The words settled quietly and naturally, as though they had always been meant to include her. Elaina forced her hands to move again, grinding the herbs with steady precision, though her thoughts had already begun to shift.
“We could take supplies with us,” Catriona went on, warming to the idea. “Nae just what we gather, but what we prepare here. It would be far more useful that way.”
She glanced up then, with a small, hopeful smile forming.
“It would be good, would it nae? Tae help beyond the castle as well?”
Elaina met her gaze. For a moment, she could not answer, because there was no hesitation in Catriona’s voice and no question whether Elaina would be there. Catriona had simply placed her in this future, without asking, as though Elaina belonged there.
She had not even realized how easily it had happened, how quietly she had been folded into that life, into these moments, into something that felt steady and real.
“Aye,” she replied tenderly. “It would be.”
Catriona’s smile widened, pleased. “I thought so.”
She returned to her work, content, her movements lighter now, as though the future she had just spoken of had already begun to take shape. The steady rhythm she had kept without thought faltered, the pestle pressing more lightly against the herbs, but the motion was losing its certainty.
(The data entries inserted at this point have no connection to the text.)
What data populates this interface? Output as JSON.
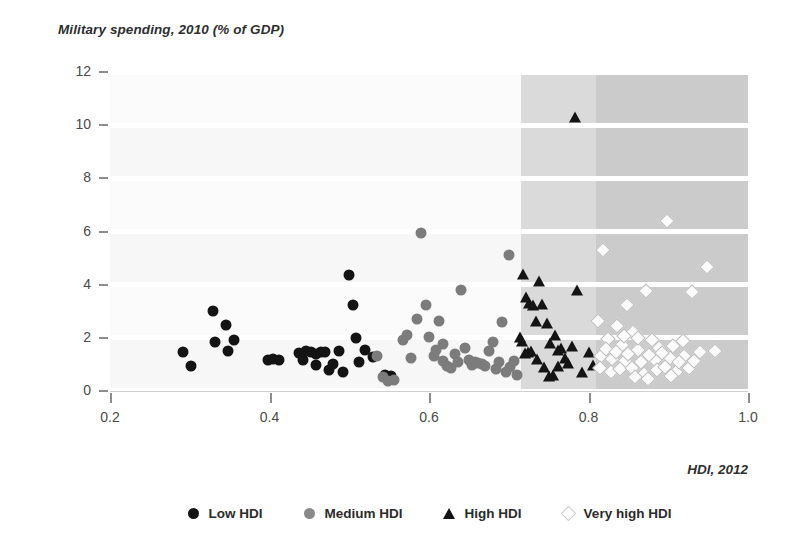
{
  "chart_data": {
    "type": "scatter",
    "title": "Military spending, 2010 (% of GDP)",
    "ylabel": "Military spending, 2010 (% of GDP)",
    "xlabel": "HDI, 2012",
    "xlim": [
      0.2,
      1.0
    ],
    "ylim": [
      0,
      12
    ],
    "xticks": [
      "0.2",
      "0.4",
      "0.6",
      "0.8",
      "1.0"
    ],
    "xtick_values": [
      0.2,
      0.4,
      0.6,
      0.8,
      1.0
    ],
    "yticks": [
      "0",
      "2",
      "4",
      "6",
      "8",
      "10",
      "12"
    ],
    "ytick_values": [
      0,
      2,
      4,
      6,
      8,
      10,
      12
    ],
    "grid": "horizontal-white-bands",
    "legend_position": "bottom-center",
    "shaded_regions": [
      {
        "name": "high-hdi-band",
        "x_from": 0.715,
        "x_to": 0.81,
        "color": "#dadada"
      },
      {
        "name": "very-high-hdi-band",
        "x_from": 0.81,
        "x_to": 1.0,
        "color": "#cbcbcb"
      }
    ],
    "colors": {
      "low": "#141414",
      "medium": "#7c7c7c",
      "high": "#141414",
      "very_high": "#fbfbfb",
      "very_high_outline": "#bdbdbd"
    },
    "series": [
      {
        "name": "Low HDI",
        "marker": "circle-filled-black",
        "points": [
          [
            0.292,
            1.45
          ],
          [
            0.302,
            0.95
          ],
          [
            0.329,
            3.0
          ],
          [
            0.332,
            1.85
          ],
          [
            0.345,
            2.5
          ],
          [
            0.348,
            1.5
          ],
          [
            0.355,
            1.92
          ],
          [
            0.398,
            1.18
          ],
          [
            0.405,
            1.2
          ],
          [
            0.412,
            1.18
          ],
          [
            0.437,
            1.42
          ],
          [
            0.446,
            1.52
          ],
          [
            0.452,
            1.45
          ],
          [
            0.458,
            1.4
          ],
          [
            0.464,
            1.45
          ],
          [
            0.47,
            1.48
          ],
          [
            0.474,
            0.78
          ],
          [
            0.48,
            1.02
          ],
          [
            0.487,
            1.5
          ],
          [
            0.492,
            0.72
          ],
          [
            0.5,
            4.35
          ],
          [
            0.505,
            3.25
          ],
          [
            0.508,
            1.98
          ],
          [
            0.512,
            1.1
          ],
          [
            0.52,
            1.55
          ],
          [
            0.53,
            1.28
          ],
          [
            0.545,
            0.62
          ],
          [
            0.552,
            0.55
          ],
          [
            0.458,
            0.98
          ],
          [
            0.442,
            1.18
          ]
        ]
      },
      {
        "name": "Medium HDI",
        "marker": "circle-filled-gray",
        "points": [
          [
            0.535,
            1.3
          ],
          [
            0.542,
            0.52
          ],
          [
            0.548,
            0.38
          ],
          [
            0.556,
            0.42
          ],
          [
            0.567,
            1.92
          ],
          [
            0.572,
            2.1
          ],
          [
            0.578,
            1.25
          ],
          [
            0.585,
            2.7
          ],
          [
            0.59,
            5.95
          ],
          [
            0.596,
            3.22
          ],
          [
            0.6,
            2.05
          ],
          [
            0.606,
            1.3
          ],
          [
            0.612,
            2.62
          ],
          [
            0.618,
            1.12
          ],
          [
            0.622,
            0.95
          ],
          [
            0.628,
            0.88
          ],
          [
            0.632,
            1.38
          ],
          [
            0.636,
            1.1
          ],
          [
            0.64,
            3.8
          ],
          [
            0.645,
            1.62
          ],
          [
            0.65,
            1.18
          ],
          [
            0.654,
            0.98
          ],
          [
            0.658,
            1.08
          ],
          [
            0.662,
            1.05
          ],
          [
            0.666,
            1.02
          ],
          [
            0.67,
            0.95
          ],
          [
            0.675,
            1.52
          ],
          [
            0.68,
            1.85
          ],
          [
            0.684,
            0.82
          ],
          [
            0.688,
            1.1
          ],
          [
            0.692,
            2.58
          ],
          [
            0.696,
            0.7
          ],
          [
            0.7,
            5.12
          ],
          [
            0.702,
            0.92
          ],
          [
            0.706,
            1.12
          ],
          [
            0.71,
            0.62
          ],
          [
            0.618,
            1.78
          ],
          [
            0.609,
            1.55
          ]
        ]
      },
      {
        "name": "High HDI",
        "marker": "triangle-filled-black",
        "points": [
          [
            0.783,
            10.3
          ],
          [
            0.718,
            4.42
          ],
          [
            0.722,
            3.55
          ],
          [
            0.726,
            3.3
          ],
          [
            0.73,
            3.22
          ],
          [
            0.734,
            2.62
          ],
          [
            0.738,
            4.12
          ],
          [
            0.742,
            3.28
          ],
          [
            0.748,
            2.55
          ],
          [
            0.752,
            1.82
          ],
          [
            0.758,
            2.1
          ],
          [
            0.762,
            1.55
          ],
          [
            0.766,
            1.6
          ],
          [
            0.77,
            1.25
          ],
          [
            0.774,
            1.05
          ],
          [
            0.779,
            1.68
          ],
          [
            0.786,
            3.8
          ],
          [
            0.792,
            0.72
          ],
          [
            0.714,
            2.05
          ],
          [
            0.716,
            1.88
          ],
          [
            0.72,
            1.42
          ],
          [
            0.724,
            1.48
          ],
          [
            0.728,
            1.52
          ],
          [
            0.736,
            1.22
          ],
          [
            0.744,
            0.92
          ],
          [
            0.75,
            0.58
          ],
          [
            0.756,
            0.6
          ],
          [
            0.762,
            0.95
          ],
          [
            0.8,
            1.48
          ],
          [
            0.806,
            0.98
          ]
        ]
      },
      {
        "name": "Very high HDI",
        "marker": "diamond-open-white",
        "points": [
          [
            0.898,
            6.38
          ],
          [
            0.818,
            5.32
          ],
          [
            0.948,
            4.68
          ],
          [
            0.872,
            3.75
          ],
          [
            0.93,
            3.72
          ],
          [
            0.848,
            3.22
          ],
          [
            0.812,
            2.62
          ],
          [
            0.836,
            2.45
          ],
          [
            0.856,
            2.22
          ],
          [
            0.88,
            1.92
          ],
          [
            0.824,
            1.95
          ],
          [
            0.842,
            1.72
          ],
          [
            0.862,
            1.55
          ],
          [
            0.888,
            1.62
          ],
          [
            0.906,
            1.7
          ],
          [
            0.816,
            1.32
          ],
          [
            0.83,
            1.22
          ],
          [
            0.846,
            1.12
          ],
          [
            0.866,
            1.08
          ],
          [
            0.884,
            1.18
          ],
          [
            0.902,
            1.25
          ],
          [
            0.92,
            1.32
          ],
          [
            0.94,
            1.45
          ],
          [
            0.958,
            1.5
          ],
          [
            0.814,
            0.88
          ],
          [
            0.828,
            0.72
          ],
          [
            0.84,
            0.82
          ],
          [
            0.854,
            0.88
          ],
          [
            0.87,
            0.65
          ],
          [
            0.886,
            0.78
          ],
          [
            0.896,
            0.92
          ],
          [
            0.91,
            0.72
          ],
          [
            0.926,
            0.85
          ],
          [
            0.822,
            1.58
          ],
          [
            0.834,
            1.45
          ],
          [
            0.85,
            1.38
          ],
          [
            0.876,
            1.35
          ],
          [
            0.892,
            1.42
          ],
          [
            0.914,
            1.08
          ],
          [
            0.932,
            1.12
          ],
          [
            0.858,
            0.52
          ],
          [
            0.874,
            0.45
          ],
          [
            0.904,
            0.58
          ],
          [
            0.918,
            1.88
          ],
          [
            0.862,
            2.0
          ],
          [
            0.844,
            2.08
          ]
        ]
      }
    ]
  },
  "legend": {
    "items": [
      {
        "label": "Low HDI",
        "marker": "circle-filled-black"
      },
      {
        "label": "Medium HDI",
        "marker": "circle-filled-gray"
      },
      {
        "label": "High HDI",
        "marker": "triangle-filled-black"
      },
      {
        "label": "Very high HDI",
        "marker": "diamond-open-white"
      }
    ]
  }
}
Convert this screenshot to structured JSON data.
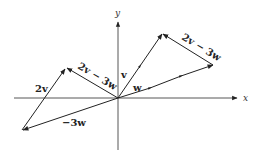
{
  "diagram": {
    "title": "",
    "axes": {
      "x_label": "x",
      "y_label": "y",
      "origin": [
        118,
        98
      ]
    },
    "vectors": [
      {
        "name": "v",
        "label": "v",
        "from": [
          118,
          98
        ],
        "to": [
          140,
          66
        ]
      },
      {
        "name": "w",
        "label": "w",
        "from": [
          118,
          98
        ],
        "to": [
          150,
          88
        ]
      },
      {
        "name": "2v",
        "label": "2v",
        "from": [
          22,
          130
        ],
        "to": [
          66,
          68
        ]
      },
      {
        "name": "-3w",
        "label": "−3w",
        "from": [
          118,
          98
        ],
        "to": [
          22,
          130
        ]
      },
      {
        "name": "2v-3w-left",
        "label": "2v − 3w",
        "from": [
          118,
          98
        ],
        "to": [
          66,
          68
        ]
      },
      {
        "name": "2v-3w-right",
        "label": "2v − 3w",
        "from": [
          213,
          65
        ],
        "to": [
          162,
          34
        ]
      }
    ],
    "labels": {
      "v": "v",
      "w": "w",
      "two_v": "2v",
      "neg_three_w": "−3w",
      "two_v_minus_three_w_left": "2v − 3w",
      "two_v_minus_three_w_right": "2v − 3w",
      "x": "x",
      "y": "y"
    },
    "colors": {
      "line": "#222222",
      "axis": "#444444"
    }
  }
}
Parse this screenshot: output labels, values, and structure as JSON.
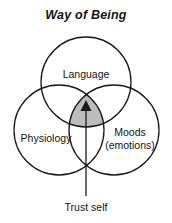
{
  "figure": {
    "title": "Way of Being",
    "background_color": "#ffffff",
    "stroke_color": "#1a1a1a",
    "intersection_fill": "#bcbcbc"
  },
  "diagram": {
    "type": "venn-3-circle",
    "circles": [
      {
        "id": "language",
        "label": "Language",
        "position": "top",
        "cx": 86,
        "cy": 82,
        "r": 45
      },
      {
        "id": "physiology",
        "label": "Physiology",
        "position": "bottom-left",
        "cx": 59,
        "cy": 130,
        "r": 45
      },
      {
        "id": "moods",
        "label": "Moods\n(emotions)",
        "label_line1": "Moods",
        "label_line2": "(emotions)",
        "position": "bottom-right",
        "cx": 114,
        "cy": 130,
        "r": 45
      }
    ],
    "center_region": {
      "name": "triple-intersection",
      "shaded": true,
      "fill": "#bcbcbc"
    },
    "arrow": {
      "name": "trust-self-arrow",
      "direction": "up",
      "caption": "Trust self",
      "from_y": 196,
      "to_y": 104,
      "x": 86
    }
  },
  "caption": {
    "text": "Trust self"
  }
}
The scent of lavender still rose around her, familiar and calming, but it no longer reached her the same way.
Each word Catriona had spoken lingered in her mind, not as simple conversation, but as something that reached forward beyond that moment, beyond that day, into a future Elaina had never allowed herself to consider. It was a future where she stayed, where she belonged, where she was not looking over her shoulder, not running and not preparing to leave before she had even begun to settle.
Her chest tightened. She wanted it. The realization came quietly, but it struck deeper than anything else had. She wanted it: the work, the purpose, the quiet, steady companionship and the warmth that had begun to feel like something she could trust.
She wantedhim.
Her fingers tightened slightly. She could not have it. The thought followed just as quickly, just as firmly, because wanting it did not make it safe. It did not make it hers.
Her movements slowed further, until the sound of stone against stone faded almost entirely. Silence slipped into the space between them.
Catriona’s voice trailed off mid-sentence. Elaina had not even realized she had been speaking. It did not go unnoticed.
Catriona stilled, her hands resting lightly over the herbs she had been sorting. Her gaze lifted, focusing on Elaina with a quiet attentiveness that missed very little.
“Ye’ve gone quiet.”
Elaina blinked, as if pulled from somewhere distant.
“I am working,” she replied, though her voice lacked the ease it had held moments before.
Catriona’s brow lifted slightly.
“Aye,” she said softly. “But ye can speak while ye dae so.”
Elaina’s fingers resumed their motion.
“There is naething tae say.”
The answer came too quickly. Catriona watched her for a moment longer. And she did not look away.
“Is there something troubling ye?” she asked gently.
Elaina shook her head lightly, not meeting her gaze this time.
“Nay.”
The lie sat between them. Catriona did not challenge it outright. She did not press harder. But neither did she accept it. Instead, she leaned back slightly, her eyes never leaving Elaina’s face.
“Ye dinnae seem like someone who has naething tae say,” she murmured.
The words settled carefully. Elaina kept her gaze lowered, her fingers resting against the rim of the mortar as though she had simply paused in her work, nothing more.